Writing a single column of R object into pre-existing postgres db table Writing a single column of R object into pre-existing postgres db table database database

Writing a single column of R object into pre-existing postgres db table


I'm assuming here you are using the CRAN library RPostgreSQL and that your question is,

"How can I update an existing postgresql record using R?"

If I interpreted your question correctly, I have good news and I'll make minor mods to your existing code to get it working below. Now, the good news:

  1. The error is in your SQL and
  2. You do not need doMC (nor foreach, for that matter).
  3. You're already connected to your database--that's usually the more onerous part!

If you really need parallelism you can see the basic format for initializing multiple workers with doSNOW. Either way, it is much easier to debug a single-threaded application so you should just straight up change your loop to a single-threaded loop by changing the %dopar% argument at the end of your foreach statement to %do% and then register your parallel backend AFTER you get the SQL working.

foreach(i = 1:length(choifnl$wearing),.inorder=FALSE,.packages="RPostgreSQL") %do% {  update(i)}

Then you might see that your SQL has a syntax error, notably in that "where" and your first "and" erroneously follow commas. I typically break large statements into more human readable form like below so it is easier to spot inconsistencies in form. I removed the inadvertent commas in this snippet below:

### SQL error resolvedupdate <- function(i) {  drv <- dbDriver("PostgreSQL")  con <- dbConnect(drv, dbname = "", host = "",port <-  , user = "", password = "") ##connect w/username and password  txt <- paste("UPDATE ucsd.sage_choi SET wearing=", choifnl$wearing[i],         ", weekday=", choifnl$weekday[i],         ", days=", choifnl$days[i],        "where participant_id=",choifnl$participant_id[i],        "AND date_id=", choifnl$date[i],        "AND gps_time=", choifnl$time[i])  dbGetQuery(con, txt)  dbDisconnect(con)}

From a performance standpoint, you are going to do much better if you initialize your connection outside the for loop because you do not need to sink the time and cost to re-establish the connection for each record.

### SQL error resolved, connection made outside loopupdate <- function(con,i) {  txt <- paste("UPDATE ucsd.sage_choi SET wearing=", choifnl$wearing[i],         ", weekday=", choifnl$weekday[i],         ", days=", choifnl$days[i],        "where participant_id=",choifnl$participant_id[i],        "AND date_id=", choifnl$date[i],        "AND gps_time=", choifnl$time[i])  dbSendQuery(con, txt) # edit 2}drv <- dbDriver("PostgreSQL")con <- dbConnect(drv, dbname = "", host = "",port <-  , user = "", password = "") ##connect w/username and passwordforeach(i = 1:length(choifnl$wearing), .inorder=FALSE,.packages="RPostgreSQL")%dopar%{  update(con,i) # passing in the open connection as an argument}dbDisconnect(con)


If I understood the question correctly, this is fairly easy using dplyr's ability to connect to databases

library(dplyr)library(RPostgreSQL)my_db <- src_postgres(host="<HOST>",                       user="<USER>",                      password="<PASS>",                      db = "ucsd")sage_choi <- tbl(my_db,"sage_choi")sage_choi %>%  select( participant_id, date_id, gps_time) %>%  left_join( choifnl, copy=TRUE, by=c("participant_id"="participant_id",                                      "date_id"="date",                                      "gps_time"="time")) %>%   compute(name="sage_choi2", temporary=FALSE)

Once you run the code, table sage_choi2 would contain the populated columns.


From the data below, copy each line that includes the word "SCHOOL".

▬▬▬▬▬▬▬▬▬▬

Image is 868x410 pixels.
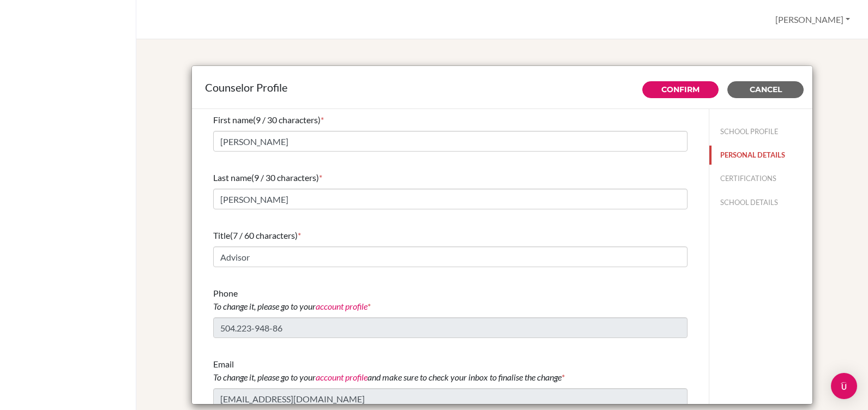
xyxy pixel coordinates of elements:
button: SCHOOL DETAILS [709,193,812,212]
span: Title [213,230,230,240]
span: First name [213,114,253,125]
span: (9 / 30 characters) [253,114,320,125]
span: (7 / 60 characters) [230,230,297,240]
span: Last name [213,172,252,182]
button: CERTIFICATIONS [709,169,812,188]
a: account profile [316,301,367,311]
span: Email [213,359,562,382]
span: Phone [213,288,367,311]
button: SCHOOL PROFILE [709,122,812,141]
button: [PERSON_NAME] [770,10,855,30]
div: Open Intercom Messenger [831,373,857,399]
button: PERSONAL DETAILS [709,146,812,165]
div: Counselor Profile [205,79,799,95]
i: To change it, please go to your and make sure to check your inbox to finalise the change [213,372,562,382]
span: (9 / 30 characters) [252,172,319,182]
a: account profile [316,372,367,382]
i: To change it, please go to your [213,301,367,311]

▬▬▬▬▬▬▬▬▬▬

REPLY TO THE EXERCISE:
button: SCHOOL DETAILS [709,193,812,212]
button: SCHOOL PROFILE [709,122,812,141]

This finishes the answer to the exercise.